Lundeen, 77, who collaborated with his brother, Mark, and sculptor Joey Bainer on the project, previously produced statues of astronaut Jack Swigert and Amelia Earhart that are in the US Capitol.

He’s also made smaller copies of his Trump sculpture, which go for about $7,500. He gave one to Trump, and one was pictured in Vanity Fair next to a copier on the desk of White House Chief of Staff Susie Wiles. 

The sculptor says it is not a recreation of Trump after the assassination attempt in Butler, Pa., although attempts on Trump’s life inspired its commissioning. AP

Constantino purchased a full-size copy for himself, with plans to unveil it in Amsterdam, NY. Lundeen valued the copy at about $300,000.

Trump disclosed the statue on a form where he revealed more than $2 billion in income, including $1 billion from cryptocurrency ventures he launched in September 2024 since taking office for the second time.
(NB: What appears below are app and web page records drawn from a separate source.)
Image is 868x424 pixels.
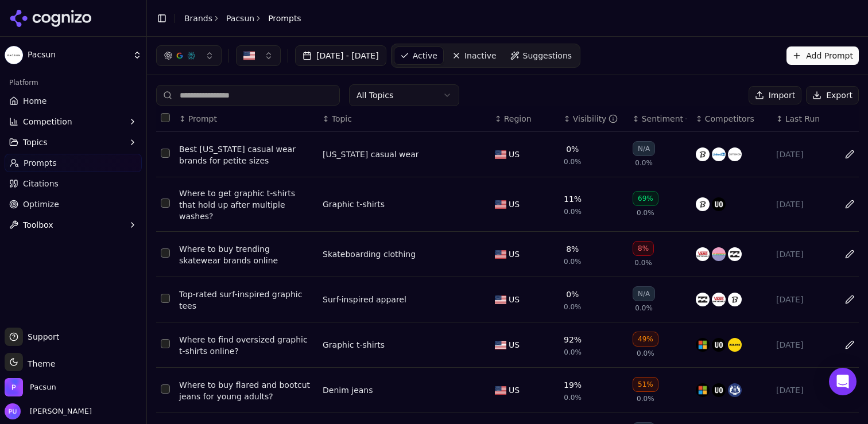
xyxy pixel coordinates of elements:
button: Select row 2 [161,199,170,208]
div: Skateboarding clothing [323,249,415,260]
button: Edit in sheet [841,145,859,164]
div: ↕Sentiment [633,113,687,125]
img: urban outfitters [712,338,726,352]
span: 0.0% [635,258,652,267]
div: ↕Region [495,113,555,125]
img: billabong [729,248,742,261]
span: Prompts [23,157,57,169]
div: Platform [5,73,141,92]
div: [DATE] [776,149,831,160]
div: ↕Competitors [696,113,768,125]
span: Support [23,331,59,343]
a: Pacsun [226,13,255,24]
img: urban outfitters [712,198,726,212]
button: Competition [5,112,141,131]
th: sentiment [628,106,691,132]
button: Select row 3 [161,249,170,257]
div: [DATE] [776,339,831,351]
button: Edit in sheet [841,245,859,263]
a: Graphic t-shirts [323,199,385,211]
div: ↕Prompt [179,113,314,125]
img: US flag [495,341,506,350]
th: Last Run [771,106,835,132]
button: Select row 4 [161,294,170,303]
span: 0.0% [564,157,582,167]
span: 0.0% [637,209,654,217]
img: US flag [495,386,506,395]
span: 0.0% [564,302,582,312]
a: Where to buy trending skatewear brands online [179,244,314,266]
span: Active [413,50,438,61]
span: 0.0% [564,348,582,357]
div: N/A [633,287,655,301]
div: Open Intercom Messenger [829,367,857,396]
div: 49% [633,331,658,347]
img: h&m [696,383,710,398]
span: 0.0% [635,159,653,168]
div: 8% [633,241,654,256]
img: vans [712,292,726,306]
a: Inactive [447,47,502,65]
img: tillys [729,338,742,352]
span: Topic [332,113,352,125]
button: Select row 5 [161,339,170,348]
th: Region [491,106,560,132]
a: Where to get graphic t-shirts that hold up after multiple washes? [179,188,314,222]
div: Top-rated surf-inspired graphic tees [179,289,314,312]
div: 92% [564,334,582,346]
img: uniqlo [696,147,710,161]
button: Select all rows [161,113,170,122]
img: US [244,50,255,61]
button: [DATE] - [DATE] [296,46,386,66]
a: Graphic t-shirts [323,339,385,351]
span: [PERSON_NAME] [25,406,92,417]
img: billabong [696,292,710,306]
div: Sentiment [642,113,687,125]
a: Brands [184,14,213,23]
th: Topic [318,106,491,132]
span: Topics [23,136,48,148]
div: Where to find oversized graphic t-shirts online? [179,334,314,357]
th: brandMentionRate [560,106,628,132]
button: Open organization switcher [5,378,57,397]
div: ↕Last Run [776,113,831,125]
a: Denim jeans [323,385,374,396]
span: Inactive [464,50,496,61]
img: US flag [495,251,506,259]
span: US [509,149,520,160]
a: Best [US_STATE] casual wear brands for petite sizes [179,143,314,167]
div: Where to buy flared and bootcut jeans for young adults? [179,379,314,403]
span: US [509,199,520,211]
div: ↕Visibility [564,113,624,125]
div: 0% [567,143,579,155]
img: vans [696,248,710,261]
span: Home [23,96,47,107]
a: Optimize [5,195,141,213]
a: Active [394,47,444,65]
th: Prompt [175,106,318,132]
img: US flag [495,295,506,304]
span: 0.0% [564,393,582,403]
a: Surf-inspired apparel [323,294,407,305]
span: Pacsun [30,382,57,393]
span: 0.0% [637,395,654,404]
span: Competition [23,116,72,128]
div: ↕Topic [323,113,486,125]
div: 19% [564,379,582,391]
span: US [509,249,520,260]
span: US [509,294,520,305]
img: urban outfitters [712,383,726,398]
button: Export [807,86,859,104]
div: [DATE] [776,294,831,305]
span: Optimize [23,199,59,211]
img: US flag [495,201,506,209]
span: US [509,339,520,351]
img: Pablo Uribe [5,404,20,419]
button: Edit in sheet [841,290,859,309]
button: Edit in sheet [841,336,859,354]
img: uniqlo [696,198,710,212]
Constantino thanked Trump when he triumphed over a more establishment candidate — state Assemblyman Robert Smullen, a retired Marine colonel.

Smullen met with Trump on Thursday in the Oval Office and said afterward he would decline to appear on the ballot on the Conservative Party line in November, further clearing the path for Constantino.

He said he was “energized” about keeping the district in GOP hands: “I am confident in President Trump’s vision for this country and am energized about keeping NY-21 in Republican hands and finding an alternative path to continue public service myself.”

Constantino, who will face Democrat Blake Gendebien, said on primary night: “It’s easy to sell a product that people want. And I think people tend to like me, and it was easy for the president to endorse me and sell me.”

He brushed off any suggestion that the president might owe him a favor after the pricey gift.

“No, all of my actions are for the greater good,” he said. “It was in America’s best interest that we commemorate this particular moment in our history both the remember President Trump’s bravery and to discourage political violence.”